> **WORK TO BE COMPLETED**
Below are records; repeat them all exactly.

> **DATA TO PROCESS**
####

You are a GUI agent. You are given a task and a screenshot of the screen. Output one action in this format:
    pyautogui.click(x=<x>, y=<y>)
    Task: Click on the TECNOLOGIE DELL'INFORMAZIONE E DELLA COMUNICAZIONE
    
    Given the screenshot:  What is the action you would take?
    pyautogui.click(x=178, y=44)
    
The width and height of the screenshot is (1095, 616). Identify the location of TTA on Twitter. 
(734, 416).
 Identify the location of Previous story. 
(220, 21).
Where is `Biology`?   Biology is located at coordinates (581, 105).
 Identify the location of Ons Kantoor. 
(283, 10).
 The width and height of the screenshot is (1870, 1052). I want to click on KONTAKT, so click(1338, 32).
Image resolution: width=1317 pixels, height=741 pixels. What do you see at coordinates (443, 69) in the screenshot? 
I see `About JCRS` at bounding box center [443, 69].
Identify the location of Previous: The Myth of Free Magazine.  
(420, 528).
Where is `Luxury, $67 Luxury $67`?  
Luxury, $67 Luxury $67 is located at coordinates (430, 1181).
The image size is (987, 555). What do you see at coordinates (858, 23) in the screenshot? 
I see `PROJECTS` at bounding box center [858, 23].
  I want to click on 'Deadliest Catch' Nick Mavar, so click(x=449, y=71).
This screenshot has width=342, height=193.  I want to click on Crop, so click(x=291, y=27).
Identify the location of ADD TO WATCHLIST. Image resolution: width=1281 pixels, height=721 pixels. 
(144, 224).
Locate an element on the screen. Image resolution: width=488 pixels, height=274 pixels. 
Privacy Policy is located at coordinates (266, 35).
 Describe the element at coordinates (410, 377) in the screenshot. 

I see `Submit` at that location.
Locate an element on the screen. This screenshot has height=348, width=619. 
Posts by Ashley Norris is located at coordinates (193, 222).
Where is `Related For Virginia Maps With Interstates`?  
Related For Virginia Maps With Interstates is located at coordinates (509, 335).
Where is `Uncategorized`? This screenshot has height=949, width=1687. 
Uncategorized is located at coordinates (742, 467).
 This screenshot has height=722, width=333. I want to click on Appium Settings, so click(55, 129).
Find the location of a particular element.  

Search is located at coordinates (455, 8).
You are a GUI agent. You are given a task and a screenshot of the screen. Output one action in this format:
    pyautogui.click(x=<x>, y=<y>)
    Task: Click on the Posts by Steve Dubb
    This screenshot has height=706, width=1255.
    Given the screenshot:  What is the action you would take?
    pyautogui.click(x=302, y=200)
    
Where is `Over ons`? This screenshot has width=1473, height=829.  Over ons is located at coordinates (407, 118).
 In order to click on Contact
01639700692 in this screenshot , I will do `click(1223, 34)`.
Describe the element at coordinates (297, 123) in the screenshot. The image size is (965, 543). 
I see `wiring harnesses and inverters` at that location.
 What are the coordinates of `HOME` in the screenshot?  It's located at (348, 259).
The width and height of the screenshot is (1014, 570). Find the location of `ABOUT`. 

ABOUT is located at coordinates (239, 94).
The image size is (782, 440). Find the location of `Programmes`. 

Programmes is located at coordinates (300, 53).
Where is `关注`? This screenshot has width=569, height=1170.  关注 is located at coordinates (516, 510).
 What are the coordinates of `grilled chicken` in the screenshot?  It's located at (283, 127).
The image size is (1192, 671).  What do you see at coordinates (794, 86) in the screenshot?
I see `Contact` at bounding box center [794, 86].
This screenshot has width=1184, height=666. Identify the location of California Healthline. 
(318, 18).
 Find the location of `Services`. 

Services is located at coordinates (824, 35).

####

> **SOLVED EXERCISE**
You are a GUI agent. You are given a task and a screenshot of the screen. Output one action in this format:
    pyautogui.click(x=<x>, y=<y>)
    Task: Click on the TECNOLOGIE DELL'INFORMAZIONE E DELLA COMUNICAZIONE
    
    Given the screenshot:  What is the action you would take?
    pyautogui.click(x=178, y=44)
    
The width and height of the screenshot is (1095, 616). Identify the location of TTA on Twitter. 
(734, 416).
 Identify the location of Previous story. 
(220, 21).
Where is `Biology`?   Biology is located at coordinates (581, 105).
 Identify the location of Ons Kantoor. 
(283, 10).
 The width and height of the screenshot is (1870, 1052). I want to click on KONTAKT, so click(1338, 32).
Image resolution: width=1317 pixels, height=741 pixels. What do you see at coordinates (443, 69) in the screenshot? 
I see `About JCRS` at bounding box center [443, 69].
Identify the location of Previous: The Myth of Free Magazine.  
(420, 528).
Where is `Luxury, $67 Luxury $67`?  
Luxury, $67 Luxury $67 is located at coordinates (430, 1181).
The image size is (987, 555). What do you see at coordinates (858, 23) in the screenshot? 
I see `PROJECTS` at bounding box center [858, 23].
  I want to click on 'Deadliest Catch' Nick Mavar, so click(x=449, y=71).
This screenshot has width=342, height=193.  I want to click on Crop, so click(x=291, y=27).
Identify the location of ADD TO WATCHLIST. Image resolution: width=1281 pixels, height=721 pixels. 
(144, 224).
Locate an element on the screen. Image resolution: width=488 pixels, height=274 pixels. 
Privacy Policy is located at coordinates (266, 35).
 Describe the element at coordinates (410, 377) in the screenshot. 

I see `Submit` at that location.
Locate an element on the screen. This screenshot has height=348, width=619. 
Posts by Ashley Norris is located at coordinates (193, 222).
Where is `Related For Virginia Maps With Interstates`?  
Related For Virginia Maps With Interstates is located at coordinates (509, 335).
Where is `Uncategorized`? This screenshot has height=949, width=1687. 
Uncategorized is located at coordinates (742, 467).
 This screenshot has height=722, width=333. I want to click on Appium Settings, so click(55, 129).
Find the location of a particular element.  

Search is located at coordinates (455, 8).
You are a GUI agent. You are given a task and a screenshot of the screen. Output one action in this format:
    pyautogui.click(x=<x>, y=<y>)
    Task: Click on the Posts by Steve Dubb
    This screenshot has height=706, width=1255.
    Given the screenshot:  What is the action you would take?
    pyautogui.click(x=302, y=200)
    
Where is `Over ons`? This screenshot has width=1473, height=829.  Over ons is located at coordinates (407, 118).
 In order to click on Contact
01639700692 in this screenshot , I will do `click(1223, 34)`.
Describe the element at coordinates (297, 123) in the screenshot. The image size is (965, 543). 
I see `wiring harnesses and inverters` at that location.
 What are the coordinates of `HOME` in the screenshot?  It's located at (348, 259).
The width and height of the screenshot is (1014, 570). Find the location of `ABOUT`. 

ABOUT is located at coordinates (239, 94).
The image size is (782, 440). Find the location of `Programmes`. 

Programmes is located at coordinates (300, 53).
Where is `关注`? This screenshot has width=569, height=1170.  关注 is located at coordinates (516, 510).
 What are the coordinates of `grilled chicken` in the screenshot?  It's located at (283, 127).
The image size is (1192, 671).  What do you see at coordinates (794, 86) in the screenshot?
I see `Contact` at bounding box center [794, 86].
This screenshot has width=1184, height=666. Identify the location of California Healthline. 
(318, 18).
 Find the location of `Services`. 

Services is located at coordinates (824, 35).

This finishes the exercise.